Fastest inflation in 30 years is driving the next leg of transformation

In 2015, expectations for corporate changes were rising sharply with "Abenomics"- economic policies implemented by the government of Japan in 2012. They faded due to flatlining profits in 2018-19 before excitement returned again over the past year. Mirroring Germany’s transitions in the 1990s, we believe that corporate governance reform in Japan has been steadily progressing underneath the surface all along. Many things are supporting this, including the introduction of the Corporate Governance Code in 2015, the Tokyo Stock Exchange (TSE) proposals on value creation and – especially – rising inflation expectations. As a result, there has been a notable change in management attempts to enhance corporate value. We expect this to continue with the potential to boost peak Return on Equity (ROE) by 300 basis points.

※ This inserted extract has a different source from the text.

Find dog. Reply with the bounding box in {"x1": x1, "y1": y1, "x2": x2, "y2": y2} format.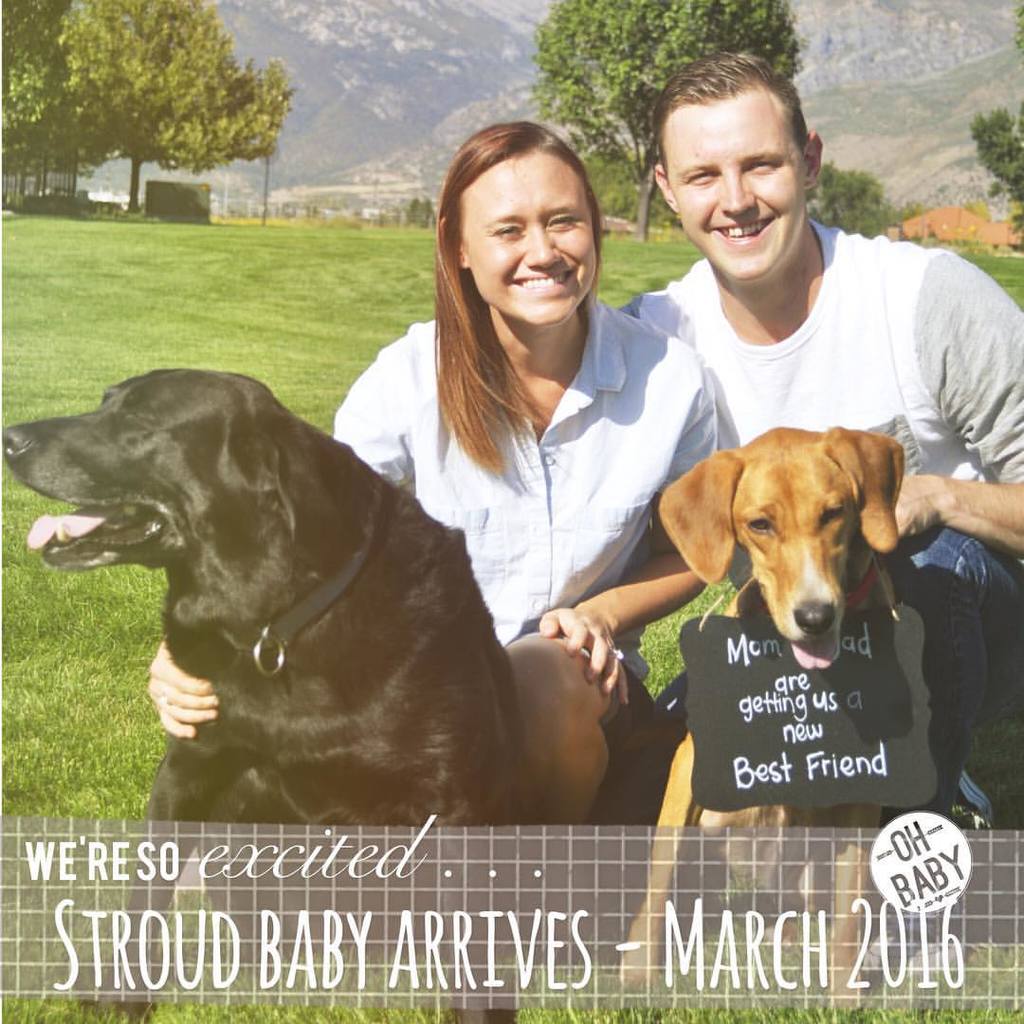
{"x1": 616, "y1": 424, "x2": 942, "y2": 1023}.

Change is real and coming from multiple drivers

Many Japanese companies have low ROE, and low price-to-book ratios (PBRs) because of excess capital accumulated during deflation. But shareholder returns are expanding alongside the highest inflation since the bubble burst in 1990 and the highest corporate inflation expectations since 2004. Other drivers such as the Tokyo Stock Exchange’s (TSE's) initiatives on value realisation and the increasing role of activists (a sevenfold increase in funds since 2016) are helping catalyse greater buybacks – annualising at 2.0% of market cap year to date (up 50 basis points since 2016), the highest of any major market globally right now – and unwinding of cross-shareholdings (up 2X since 2016). Beyond optimisation of balance sheets, more important is whether corporate efficiency and productivity will continue to improve with better management awareness of the cost of capital. From this viewpoint, we think divestitures, mergers & acquisitions (M&A) (up 1.5X since 2016) and management buyouts (MBOs) are likely to continue to increase and support business enhancement.

We think ROEs could go as high as 12%

Valuations are at post global financial crisis (GFC) highs on a PBR basis, signaling that investors are already pricing in some ROE improvement. And the recent flurry in corporate activity has also pushed up our proprietary measure of shareholder value optimism, to three-year highs. While we believe there is plenty of change still to come and ROEs can increase from last-cycle highs of almost 9% to almost 12%, we also recognise that improvements are non-linear, excitement can come and go (as it did in 2018-19), and predicting the next stock to engage in reform is challenging.